Prerequisites
To install Statamic on an Ubuntu instance you will need the following:
- An Ubuntu 20.04 or 18.04 VPS with root access enabled or a user with Sudo privileges (you can follow our Digital Ocean or Linode guides to get yours set up)
- A server with at least 1GB memory
- A valid domain name pointed to your server and SSL certificate in place
- PHP 7.4+
Update Packages
If this is the first time using apt
in this session, you should sure package lists and installed packages are up to date.
sudo apt-get updatesudo apt-get upgrade
Install PHP & Required Modules
sudo apt install php-common php-fpm php-json php-mbstring zip unzip php-zip php-cli php-xml php-tokenizer -y
Install Composer
Install Composer with the following command:
curl -sS https://getcomposer.org/installer | php
Next, you need to move the composer.phar
file to a globally accessible directory and update its permissions.
sudo mv composer.phar /usr/local/bin/composersudo chmod +x /usr/local/bin/composer
Now you can check to make sure Composer is installed and configured correctly by running this command:
composer
Create a new Statamic Application
Now we'll create a new Statamic application using the composer create-project
command.
First, navigate to the /var/www
directory:
cd /var/www
Next, run the following install command:
composer create-project --prefer-dist statamic/statamic example.com
Alternatively, you could git clone an existing project instead of installing a new empty site.
Set Permissions
Once Statamic is installed, you'll need to grant appropriate permissions to the non-root user so Statamic and Laravel can write to the necessary system directories.

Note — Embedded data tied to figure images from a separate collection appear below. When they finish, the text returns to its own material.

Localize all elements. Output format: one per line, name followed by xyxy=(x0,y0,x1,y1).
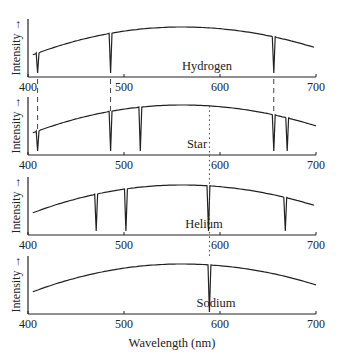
x-tick-label: 600 xyxy=(211,80,229,94)
panel-label: Hydrogen xyxy=(182,59,233,73)
x-tick-label: 400 xyxy=(19,317,37,331)
spectrum-curve xyxy=(33,27,314,73)
y-axis-label: Intensity → xyxy=(9,19,23,76)
panel-label: Star xyxy=(187,137,208,151)
y-axis-label: Intensity → xyxy=(9,97,23,154)
x-tick-label: 500 xyxy=(115,317,133,331)
panel-sodium: Intensity →400500600700Sodium xyxy=(9,256,325,332)
x-tick-label: 600 xyxy=(211,158,229,172)
x-tick-label: 700 xyxy=(307,158,325,172)
spectrum-curve xyxy=(33,105,316,151)
x-tick-label: 400 xyxy=(19,80,37,94)
panel-label: Helium xyxy=(185,217,223,231)
x-tick-label: 700 xyxy=(307,317,325,331)
x-tick-label: 600 xyxy=(211,238,229,252)
panel-label: Sodium xyxy=(197,296,236,310)
x-tick-label: 700 xyxy=(307,80,325,94)
panel-hydrogen: Intensity →400500600700Hydrogen xyxy=(9,19,325,95)
x-axis-label: Wavelength (nm) xyxy=(129,336,216,350)
panel-star: Intensity →400500600700Star xyxy=(9,97,325,173)
spectra-chart: Intensity →400500600700HydrogenIntensity… xyxy=(0,0,337,359)
x-tick-label: 500 xyxy=(115,238,133,252)
spectrum-curve xyxy=(33,264,316,312)
x-tick-label: 500 xyxy=(115,80,133,94)
spectrum-curve xyxy=(33,185,314,231)
x-tick-label: 400 xyxy=(19,158,37,172)
y-axis-label: Intensity → xyxy=(9,177,23,234)
panel-helium: Intensity →400500600700Helium xyxy=(9,177,325,253)
x-tick-label: 500 xyxy=(115,158,133,172)
y-axis-label: Intensity → xyxy=(9,256,23,313)
x-tick-label: 400 xyxy=(19,238,37,252)
x-tick-label: 700 xyxy=(307,238,325,252)
x-tick-label: 600 xyxy=(211,317,229,331)
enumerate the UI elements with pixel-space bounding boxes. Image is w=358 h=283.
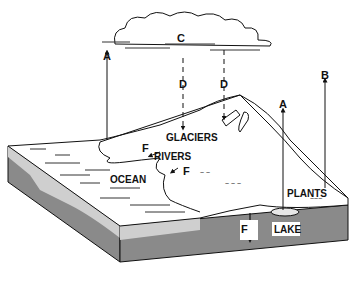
label-a-left: A	[103, 50, 111, 62]
lake	[271, 208, 299, 216]
label-b: B	[321, 69, 329, 81]
label-f-lake: F	[241, 223, 248, 235]
cloud-icon	[102, 12, 271, 50]
label-f-glacier: F	[142, 142, 149, 154]
label-c: C	[177, 32, 185, 44]
label-d-left: D	[179, 78, 187, 90]
svg-text:~ ~ ~: ~ ~ ~	[225, 180, 241, 187]
svg-text:~ ~: ~ ~	[200, 169, 210, 176]
label-rivers: RIVERS	[154, 151, 192, 162]
label-ocean: OCEAN	[110, 174, 146, 185]
label-glaciers: GLACIERS	[166, 132, 218, 143]
label-plants: PLANTS	[287, 188, 327, 199]
label-d-right: D	[220, 78, 228, 90]
label-a-right: A	[279, 98, 287, 110]
label-f-river: F	[183, 165, 190, 177]
label-lake: LAKE	[274, 224, 302, 235]
water-cycle-diagram: ~ ~ ~ ~~~ ~ ~ A A B C D D F F F GLACIERS…	[0, 0, 358, 283]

sudo chmod -R 755 /var/www/example.comsudo chown -R www-data:www-data /var/www/example.comsudo chown -R www-data:www-data /var/www/example.com/storagesudo chown -R www-data:www-data /var/www/example.com/contentsudo chown -R www-data:www-data /var/www/example.com/bootstrap/cache
Install & Configure Nginx
Next, install Nginx with the following command:
sudo apt install nginx -y
After the install completes, Nginx will start automatically. You can verify the service by running the following the command:
sudo systemctl status nginx
Next, let's set up the minimum recommended config file to serve your site. Create a new file with vim
(or your command line editor of choice) at /etc/nginx/sites-available/example.com
, making sure to replace example.com
everywhere with your desired domain.
server { listen 80; server_name example.com; root /var/www/example.com/public; add_header X-Frame-Options "SAMEORIGIN"; add_header X-XSS-Protection "1; mode=block"; add_header X-Content-Type-Options "nosniff"; index index.html index.htm index.php; charset utf-8; location / { try_files /static${uri}_${args}.html $uri $uri/ /index.php?$query_string; } location = /favicon.ico { access_log off; log_not_found off; } location = /robots.txt { access_log off; log_not_found off; } error_page 404 /index.php; location ~ \.php$ { fastcgi_pass unix:/var/run/php/php7.4-fpm.sock; fastcgi_index index.php; fastcgi_param SCRIPT_FILENAME $realpath_root$fastcgi_script_name; include fastcgi_params; } location ~ /\.(?!well-known).* { deny all; }}
You can confirm that the configuration doesn’t contain any syntax errors with the following command:
sudo nginx -t
You should see output similar to this:
# Outputnginx: the configuration file /etc/nginx/nginx.conf syntax is oknginx: configuration file /etc/nginx/nginx.conf test is successful
Time to reload Nginx and apply these changes:
sudo systemctl reload nginx
Now visit your IP Address or https://example.com
(but like the actual domain) if you've pointed your domain's A Record and you should see the Statamic landing page.

Conclusion
That's pretty much it. Time for you to take it from here.
If this is your production server, you'll probably want to add cache expiry headers and so on, but those rules and what you cache to the browser are all up to you.